◆ Records to process

*** Block opens ***

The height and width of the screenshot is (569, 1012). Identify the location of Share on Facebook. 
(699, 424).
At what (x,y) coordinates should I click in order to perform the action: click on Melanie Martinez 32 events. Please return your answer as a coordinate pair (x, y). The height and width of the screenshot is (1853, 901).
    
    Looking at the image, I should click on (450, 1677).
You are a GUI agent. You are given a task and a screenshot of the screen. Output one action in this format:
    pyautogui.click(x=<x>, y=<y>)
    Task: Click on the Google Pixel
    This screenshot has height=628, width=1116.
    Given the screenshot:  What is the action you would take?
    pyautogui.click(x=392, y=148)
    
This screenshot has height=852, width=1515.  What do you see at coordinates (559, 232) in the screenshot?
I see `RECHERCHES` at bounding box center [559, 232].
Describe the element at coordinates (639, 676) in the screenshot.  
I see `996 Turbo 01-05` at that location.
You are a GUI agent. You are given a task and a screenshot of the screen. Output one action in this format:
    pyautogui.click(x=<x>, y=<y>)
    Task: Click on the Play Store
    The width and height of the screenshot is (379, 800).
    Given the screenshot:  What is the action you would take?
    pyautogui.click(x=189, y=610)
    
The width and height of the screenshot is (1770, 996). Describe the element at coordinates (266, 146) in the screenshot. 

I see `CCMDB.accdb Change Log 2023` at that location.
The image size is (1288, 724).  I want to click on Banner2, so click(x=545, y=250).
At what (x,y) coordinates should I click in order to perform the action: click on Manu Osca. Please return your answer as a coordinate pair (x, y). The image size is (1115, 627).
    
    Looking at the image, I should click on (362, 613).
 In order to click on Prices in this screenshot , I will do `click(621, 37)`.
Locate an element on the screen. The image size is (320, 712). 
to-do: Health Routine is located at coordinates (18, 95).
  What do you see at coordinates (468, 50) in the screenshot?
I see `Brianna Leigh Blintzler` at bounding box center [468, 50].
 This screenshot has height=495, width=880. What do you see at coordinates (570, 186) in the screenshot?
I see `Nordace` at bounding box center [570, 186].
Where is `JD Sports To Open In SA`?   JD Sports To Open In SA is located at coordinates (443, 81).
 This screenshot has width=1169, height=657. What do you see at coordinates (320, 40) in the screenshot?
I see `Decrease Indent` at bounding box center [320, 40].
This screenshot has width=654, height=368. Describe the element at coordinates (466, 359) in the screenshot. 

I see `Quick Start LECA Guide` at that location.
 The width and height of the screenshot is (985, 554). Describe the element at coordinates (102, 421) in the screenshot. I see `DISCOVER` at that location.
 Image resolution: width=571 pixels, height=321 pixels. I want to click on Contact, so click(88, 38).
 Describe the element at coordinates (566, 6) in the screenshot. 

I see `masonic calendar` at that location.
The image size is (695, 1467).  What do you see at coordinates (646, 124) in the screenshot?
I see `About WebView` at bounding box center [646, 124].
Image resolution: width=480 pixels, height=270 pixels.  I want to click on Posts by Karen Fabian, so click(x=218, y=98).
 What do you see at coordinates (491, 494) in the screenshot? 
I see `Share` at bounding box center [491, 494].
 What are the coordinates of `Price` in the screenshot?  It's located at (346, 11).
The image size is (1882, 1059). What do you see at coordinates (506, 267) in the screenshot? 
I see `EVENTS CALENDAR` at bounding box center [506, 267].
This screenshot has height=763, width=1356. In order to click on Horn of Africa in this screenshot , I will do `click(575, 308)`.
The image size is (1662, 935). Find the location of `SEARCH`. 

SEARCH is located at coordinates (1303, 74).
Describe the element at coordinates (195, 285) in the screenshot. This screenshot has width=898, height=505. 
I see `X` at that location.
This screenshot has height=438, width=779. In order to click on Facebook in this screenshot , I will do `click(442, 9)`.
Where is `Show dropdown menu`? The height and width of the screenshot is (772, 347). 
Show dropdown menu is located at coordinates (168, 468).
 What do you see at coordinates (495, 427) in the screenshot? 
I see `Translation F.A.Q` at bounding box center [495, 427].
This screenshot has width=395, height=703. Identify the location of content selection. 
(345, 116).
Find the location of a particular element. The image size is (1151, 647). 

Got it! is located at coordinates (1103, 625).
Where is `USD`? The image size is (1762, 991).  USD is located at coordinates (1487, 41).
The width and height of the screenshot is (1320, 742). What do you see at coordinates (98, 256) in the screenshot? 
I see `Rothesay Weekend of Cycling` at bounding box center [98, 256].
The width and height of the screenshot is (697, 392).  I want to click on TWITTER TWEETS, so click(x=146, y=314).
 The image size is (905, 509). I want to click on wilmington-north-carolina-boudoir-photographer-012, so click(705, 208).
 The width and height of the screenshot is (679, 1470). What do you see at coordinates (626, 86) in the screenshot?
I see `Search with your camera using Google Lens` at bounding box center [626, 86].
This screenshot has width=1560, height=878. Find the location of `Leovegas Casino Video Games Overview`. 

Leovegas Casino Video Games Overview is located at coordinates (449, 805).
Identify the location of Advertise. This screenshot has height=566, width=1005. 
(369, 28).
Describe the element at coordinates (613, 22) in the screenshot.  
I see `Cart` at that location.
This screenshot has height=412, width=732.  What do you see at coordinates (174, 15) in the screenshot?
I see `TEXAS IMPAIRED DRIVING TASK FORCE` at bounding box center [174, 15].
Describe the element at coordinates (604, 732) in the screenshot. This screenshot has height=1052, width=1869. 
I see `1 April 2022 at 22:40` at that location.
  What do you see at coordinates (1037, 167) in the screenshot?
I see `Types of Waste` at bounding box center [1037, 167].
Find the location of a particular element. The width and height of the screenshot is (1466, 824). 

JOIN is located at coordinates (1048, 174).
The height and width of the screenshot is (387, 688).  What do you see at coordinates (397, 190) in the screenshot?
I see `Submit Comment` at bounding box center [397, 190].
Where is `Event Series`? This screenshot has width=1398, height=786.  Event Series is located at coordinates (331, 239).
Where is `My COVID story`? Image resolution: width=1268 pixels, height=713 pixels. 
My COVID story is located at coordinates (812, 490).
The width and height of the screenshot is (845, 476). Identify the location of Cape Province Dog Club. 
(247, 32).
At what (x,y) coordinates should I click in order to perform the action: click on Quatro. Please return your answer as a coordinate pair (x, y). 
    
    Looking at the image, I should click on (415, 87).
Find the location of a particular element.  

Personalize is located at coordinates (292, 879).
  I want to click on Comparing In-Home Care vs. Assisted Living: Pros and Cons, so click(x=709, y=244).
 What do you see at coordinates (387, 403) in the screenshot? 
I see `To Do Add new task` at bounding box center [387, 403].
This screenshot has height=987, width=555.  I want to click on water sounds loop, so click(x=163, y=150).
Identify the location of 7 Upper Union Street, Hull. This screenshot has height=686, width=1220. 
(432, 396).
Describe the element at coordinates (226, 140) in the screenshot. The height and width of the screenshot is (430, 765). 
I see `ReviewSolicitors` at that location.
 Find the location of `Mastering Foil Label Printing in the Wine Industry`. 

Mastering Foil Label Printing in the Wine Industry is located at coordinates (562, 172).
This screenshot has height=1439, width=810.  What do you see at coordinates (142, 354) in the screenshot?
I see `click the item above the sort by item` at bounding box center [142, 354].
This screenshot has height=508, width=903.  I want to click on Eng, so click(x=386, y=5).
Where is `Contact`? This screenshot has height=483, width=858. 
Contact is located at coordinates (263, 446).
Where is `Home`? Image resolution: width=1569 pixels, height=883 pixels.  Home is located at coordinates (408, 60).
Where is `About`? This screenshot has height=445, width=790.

*** Block closes ***

◆ What is required
Restate the data above word for word, omitting nothing.

◆ Result of the exercise
The height and width of the screenshot is (569, 1012). Identify the location of Share on Facebook. 
(699, 424).
At what (x,y) coordinates should I click in order to perform the action: click on Melanie Martinez 32 events. Please return your answer as a coordinate pair (x, y). The height and width of the screenshot is (1853, 901).
    
    Looking at the image, I should click on (450, 1677).
You are a GUI agent. You are given a task and a screenshot of the screen. Output one action in this format:
    pyautogui.click(x=<x>, y=<y>)
    Task: Click on the Google Pixel
    This screenshot has height=628, width=1116.
    Given the screenshot:  What is the action you would take?
    pyautogui.click(x=392, y=148)
    
This screenshot has height=852, width=1515.  What do you see at coordinates (559, 232) in the screenshot?
I see `RECHERCHES` at bounding box center [559, 232].
Describe the element at coordinates (639, 676) in the screenshot.  
I see `996 Turbo 01-05` at that location.
You are a GUI agent. You are given a task and a screenshot of the screen. Output one action in this format:
    pyautogui.click(x=<x>, y=<y>)
    Task: Click on the Play Store
    The width and height of the screenshot is (379, 800).
    Given the screenshot:  What is the action you would take?
    pyautogui.click(x=189, y=610)
    
The width and height of the screenshot is (1770, 996). Describe the element at coordinates (266, 146) in the screenshot. 

I see `CCMDB.accdb Change Log 2023` at that location.
The image size is (1288, 724).  I want to click on Banner2, so click(x=545, y=250).
At what (x,y) coordinates should I click in order to perform the action: click on Manu Osca. Please return your answer as a coordinate pair (x, y). The image size is (1115, 627).
    
    Looking at the image, I should click on (362, 613).
 In order to click on Prices in this screenshot , I will do `click(621, 37)`.
Locate an element on the screen. The image size is (320, 712). 
to-do: Health Routine is located at coordinates (18, 95).
  What do you see at coordinates (468, 50) in the screenshot?
I see `Brianna Leigh Blintzler` at bounding box center [468, 50].
 This screenshot has height=495, width=880. What do you see at coordinates (570, 186) in the screenshot?
I see `Nordace` at bounding box center [570, 186].
Where is `JD Sports To Open In SA`?   JD Sports To Open In SA is located at coordinates (443, 81).
 This screenshot has width=1169, height=657. What do you see at coordinates (320, 40) in the screenshot?
I see `Decrease Indent` at bounding box center [320, 40].
This screenshot has width=654, height=368. Describe the element at coordinates (466, 359) in the screenshot. 

I see `Quick Start LECA Guide` at that location.
 The width and height of the screenshot is (985, 554). Describe the element at coordinates (102, 421) in the screenshot. I see `DISCOVER` at that location.
 Image resolution: width=571 pixels, height=321 pixels. I want to click on Contact, so click(88, 38).
 Describe the element at coordinates (566, 6) in the screenshot. 

I see `masonic calendar` at that location.
The image size is (695, 1467).  What do you see at coordinates (646, 124) in the screenshot?
I see `About WebView` at bounding box center [646, 124].
Image resolution: width=480 pixels, height=270 pixels.  I want to click on Posts by Karen Fabian, so click(x=218, y=98).
 What do you see at coordinates (491, 494) in the screenshot? 
I see `Share` at bounding box center [491, 494].
 What are the coordinates of `Price` in the screenshot?  It's located at (346, 11).
The image size is (1882, 1059). What do you see at coordinates (506, 267) in the screenshot? 
I see `EVENTS CALENDAR` at bounding box center [506, 267].
This screenshot has height=763, width=1356. In order to click on Horn of Africa in this screenshot , I will do `click(575, 308)`.
The image size is (1662, 935). Find the location of `SEARCH`. 

SEARCH is located at coordinates (1303, 74).
Describe the element at coordinates (195, 285) in the screenshot. This screenshot has width=898, height=505. 
I see `X` at that location.
This screenshot has height=438, width=779. In order to click on Facebook in this screenshot , I will do `click(442, 9)`.
Where is `Show dropdown menu`? The height and width of the screenshot is (772, 347). 
Show dropdown menu is located at coordinates (168, 468).
 What do you see at coordinates (495, 427) in the screenshot? 
I see `Translation F.A.Q` at bounding box center [495, 427].
This screenshot has width=395, height=703. Identify the location of content selection. 
(345, 116).
Find the location of a particular element. The image size is (1151, 647). 

Got it! is located at coordinates (1103, 625).
Where is `USD`? The image size is (1762, 991).  USD is located at coordinates (1487, 41).
The width and height of the screenshot is (1320, 742). What do you see at coordinates (98, 256) in the screenshot? 
I see `Rothesay Weekend of Cycling` at bounding box center [98, 256].
The width and height of the screenshot is (697, 392).  I want to click on TWITTER TWEETS, so click(x=146, y=314).
 The image size is (905, 509). I want to click on wilmington-north-carolina-boudoir-photographer-012, so click(705, 208).
 The width and height of the screenshot is (679, 1470). What do you see at coordinates (626, 86) in the screenshot?
I see `Search with your camera using Google Lens` at bounding box center [626, 86].
This screenshot has width=1560, height=878. Find the location of `Leovegas Casino Video Games Overview`. 

Leovegas Casino Video Games Overview is located at coordinates (449, 805).
Identify the location of Advertise. This screenshot has height=566, width=1005. 
(369, 28).
Describe the element at coordinates (613, 22) in the screenshot.  
I see `Cart` at that location.
This screenshot has height=412, width=732.  What do you see at coordinates (174, 15) in the screenshot?
I see `TEXAS IMPAIRED DRIVING TASK FORCE` at bounding box center [174, 15].
Describe the element at coordinates (604, 732) in the screenshot. This screenshot has height=1052, width=1869. 
I see `1 April 2022 at 22:40` at that location.
  What do you see at coordinates (1037, 167) in the screenshot?
I see `Types of Waste` at bounding box center [1037, 167].
Find the location of a particular element. The width and height of the screenshot is (1466, 824). 

JOIN is located at coordinates (1048, 174).
The height and width of the screenshot is (387, 688).  What do you see at coordinates (397, 190) in the screenshot?
I see `Submit Comment` at bounding box center [397, 190].
Where is `Event Series`? This screenshot has width=1398, height=786.  Event Series is located at coordinates (331, 239).
Where is `My COVID story`? Image resolution: width=1268 pixels, height=713 pixels. 
My COVID story is located at coordinates (812, 490).
The width and height of the screenshot is (845, 476). Identify the location of Cape Province Dog Club. 
(247, 32).
At what (x,y) coordinates should I click in order to perform the action: click on Quatro. Please return your answer as a coordinate pair (x, y). 
    
    Looking at the image, I should click on (415, 87).
Find the location of a particular element.  

Personalize is located at coordinates (292, 879).
  I want to click on Comparing In-Home Care vs. Assisted Living: Pros and Cons, so click(x=709, y=244).
 What do you see at coordinates (387, 403) in the screenshot? 
I see `To Do Add new task` at bounding box center [387, 403].
This screenshot has height=987, width=555.  I want to click on water sounds loop, so click(x=163, y=150).
Identify the location of 7 Upper Union Street, Hull. This screenshot has height=686, width=1220. 
(432, 396).
Describe the element at coordinates (226, 140) in the screenshot. The height and width of the screenshot is (430, 765). 
I see `ReviewSolicitors` at that location.
 Find the location of `Mastering Foil Label Printing in the Wine Industry`. 

Mastering Foil Label Printing in the Wine Industry is located at coordinates (562, 172).
This screenshot has height=1439, width=810.  What do you see at coordinates (142, 354) in the screenshot?
I see `click the item above the sort by item` at bounding box center [142, 354].
This screenshot has height=508, width=903.  I want to click on Eng, so click(x=386, y=5).
Where is `Contact`? This screenshot has height=483, width=858. 
Contact is located at coordinates (263, 446).
Where is `Home`? Image resolution: width=1569 pixels, height=883 pixels.  Home is located at coordinates (408, 60).
Where is `About`? This screenshot has height=445, width=790.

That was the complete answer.